I like to begin my criticism of President Mahama and his administration by first asking him two alternative questions, which are:-

(1) Who said you’ve borrowed to drink or make merry, Mr President?

or

(2) Could it be your conscience that is pricking you?

President Mahama is not the first President of Ghana to borrow money for what Ghanaian politicians refer to as “infrastructural developments”. Dr Kwame Nkrumah was the first Ghanaian President to borrow money from foreign sources for “infrastructural developments”. Nevertheless, all Ghanaians, including even those who were jubilant when he (the first Ghanaian President) was overthrown in 1966, will agree with me that Dr Kwame Nkrumah borrowed money [and saddled Ghana with “national debt”] for “good purposes”. Most of the “infrastructural development” projects for which purposes Dr Kwame Nkrumah borrowed money from foreign “Shylocks” are still making effective contribution towards Ghana’s development, nearly forty years after his overthrow. Let President Mahama himself make a comparative assessment and evaluation of the way Dr Kwame Nkrumah used the relatively smaller monies he borrowed for “infrastructural developments” during his period of leadership with the way President Mahama and ‘latter-day Presidents’ of Ghana use the huge monies they borrow from IMF, World Bank, UK, USA and, lately and most importantly, from ‘pseudo-socialist’ cum ‘neo-capitalist’ and ‘neo-colonialist’ wolf-in-sheep’s-skin China.

Our ‘latter-day’ Presidents [who include President Mahama] misuse the huge monies they borrow on “wasteful projects” and non-capital recurrent public expenditures such as yearly filling of potholes and untarred roads with gravels, sand and raw laterite that get washed off later when it rains. Dr Kwame Nkrumah’s “Tema Motorway”, which has survived fifty years of existence without any “planned infrastructural maintenance” ever since its construction, is an example of an infrastructural project that merits borrowing money to undertake. Our ‘latter-day’ Presidents, including President Mahama, on the other hand, waste money every year, for example, to repair several untarred roads and streets here and there all over the country, only to be washed off again as soon as the rains set in.
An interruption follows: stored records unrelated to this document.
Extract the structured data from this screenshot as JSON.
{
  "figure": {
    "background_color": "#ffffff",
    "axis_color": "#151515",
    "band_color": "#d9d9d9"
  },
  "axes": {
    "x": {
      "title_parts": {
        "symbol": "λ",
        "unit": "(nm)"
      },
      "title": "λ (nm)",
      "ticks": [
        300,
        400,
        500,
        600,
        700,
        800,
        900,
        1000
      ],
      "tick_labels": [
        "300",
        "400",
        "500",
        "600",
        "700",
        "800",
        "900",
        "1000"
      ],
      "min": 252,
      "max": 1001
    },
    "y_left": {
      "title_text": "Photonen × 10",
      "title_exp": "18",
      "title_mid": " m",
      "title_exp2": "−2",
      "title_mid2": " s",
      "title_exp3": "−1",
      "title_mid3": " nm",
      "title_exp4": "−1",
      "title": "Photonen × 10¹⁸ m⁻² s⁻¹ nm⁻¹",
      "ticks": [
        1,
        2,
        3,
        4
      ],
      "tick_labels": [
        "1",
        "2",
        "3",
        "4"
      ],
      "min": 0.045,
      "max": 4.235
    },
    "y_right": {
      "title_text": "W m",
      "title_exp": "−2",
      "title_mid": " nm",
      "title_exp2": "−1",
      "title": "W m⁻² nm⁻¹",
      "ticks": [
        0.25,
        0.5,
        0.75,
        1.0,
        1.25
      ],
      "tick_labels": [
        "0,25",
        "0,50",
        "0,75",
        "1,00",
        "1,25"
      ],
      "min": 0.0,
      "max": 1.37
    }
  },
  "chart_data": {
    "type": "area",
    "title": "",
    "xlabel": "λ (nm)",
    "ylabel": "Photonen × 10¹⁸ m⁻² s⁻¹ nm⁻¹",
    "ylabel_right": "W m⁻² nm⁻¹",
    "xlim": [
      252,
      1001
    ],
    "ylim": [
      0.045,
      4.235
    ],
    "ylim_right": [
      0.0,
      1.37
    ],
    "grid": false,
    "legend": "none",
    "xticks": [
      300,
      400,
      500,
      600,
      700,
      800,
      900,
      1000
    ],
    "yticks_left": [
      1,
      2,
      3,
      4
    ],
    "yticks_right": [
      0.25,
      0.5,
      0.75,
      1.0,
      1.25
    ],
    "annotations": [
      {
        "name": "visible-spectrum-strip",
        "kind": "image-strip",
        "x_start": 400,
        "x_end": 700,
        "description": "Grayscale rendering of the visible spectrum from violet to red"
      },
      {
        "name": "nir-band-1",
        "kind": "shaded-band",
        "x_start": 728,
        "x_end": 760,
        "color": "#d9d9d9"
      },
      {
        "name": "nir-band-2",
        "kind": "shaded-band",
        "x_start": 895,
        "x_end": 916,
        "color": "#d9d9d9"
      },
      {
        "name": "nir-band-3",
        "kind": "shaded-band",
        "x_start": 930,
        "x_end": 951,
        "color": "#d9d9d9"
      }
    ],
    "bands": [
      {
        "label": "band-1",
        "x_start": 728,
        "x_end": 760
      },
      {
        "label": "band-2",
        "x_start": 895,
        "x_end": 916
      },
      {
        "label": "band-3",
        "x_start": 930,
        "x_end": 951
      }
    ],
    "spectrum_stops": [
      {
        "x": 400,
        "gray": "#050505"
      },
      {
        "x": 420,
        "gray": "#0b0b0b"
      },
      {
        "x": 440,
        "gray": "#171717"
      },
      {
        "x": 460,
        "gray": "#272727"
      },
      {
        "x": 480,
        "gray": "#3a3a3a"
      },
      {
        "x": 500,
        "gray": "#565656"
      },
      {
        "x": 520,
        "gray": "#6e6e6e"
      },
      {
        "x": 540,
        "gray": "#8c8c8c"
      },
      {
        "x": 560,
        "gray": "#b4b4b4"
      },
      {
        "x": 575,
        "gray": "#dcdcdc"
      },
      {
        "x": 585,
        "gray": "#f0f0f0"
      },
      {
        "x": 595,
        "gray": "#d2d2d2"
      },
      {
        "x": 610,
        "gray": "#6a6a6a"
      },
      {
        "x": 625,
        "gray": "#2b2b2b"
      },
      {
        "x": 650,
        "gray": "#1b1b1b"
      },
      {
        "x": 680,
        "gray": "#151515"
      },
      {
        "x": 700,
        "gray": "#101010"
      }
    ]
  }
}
If our ‘latter-day’ Presidents used Ghana’s resources more sensibly than they have been doing, they would first spend the resources they have been wasting on repairing untarred roads and streets to tar such public facilities properly, before they put in place the kind of planned maintenance that would enable such tarred roads and streets to stay in reasonably good condition from year to year.

Certainly, nobody is saying that President Mahama is borrowing money “to drink or make merry”. What Ghanaians privately and publicly constantly say is that recent Ghanaian governments [that include that of President Mahama] borrow excessively; and yet, because the monies they borrow are not used wisely, they (the borrowed monies) fail to positively impact on the nation’s economy and real development.

In my opinion, the only logical reason why ‘latter-day’ Presidents [who include President Mahama] would say “it is necessary for the state to keep borrowing” is that it is through borrowing that governing parties in Ghana [including the NDC] get the money they use to finance the types of capital expenditures, such as road constructions, maintenance and repairs, that generate “the kick-backs”, “the ten-percents” and “ the ‘yenkye-ndi’ judgement debts” that have, by-and-large, constituted the main source of funding for governing parties in Ghana since the inception of the Fourth Republic in 1992.

MR PRESIDENT, STOP BORROWING AND SADDLING GHANA WITH MOUNTING SOVEREIGN DEBT, if your government cannot use borrowed money for the kind of infrastructural developments (expenditures) that are economically self-recoupable and which in the long run, therefore, tend to impact positively on the lives of the millions of tax-paying Ghanaians whose collective ‘sweat’ creates the ‘financial pool’ out of which Ghana Government manages and services its ever-mounting national debt.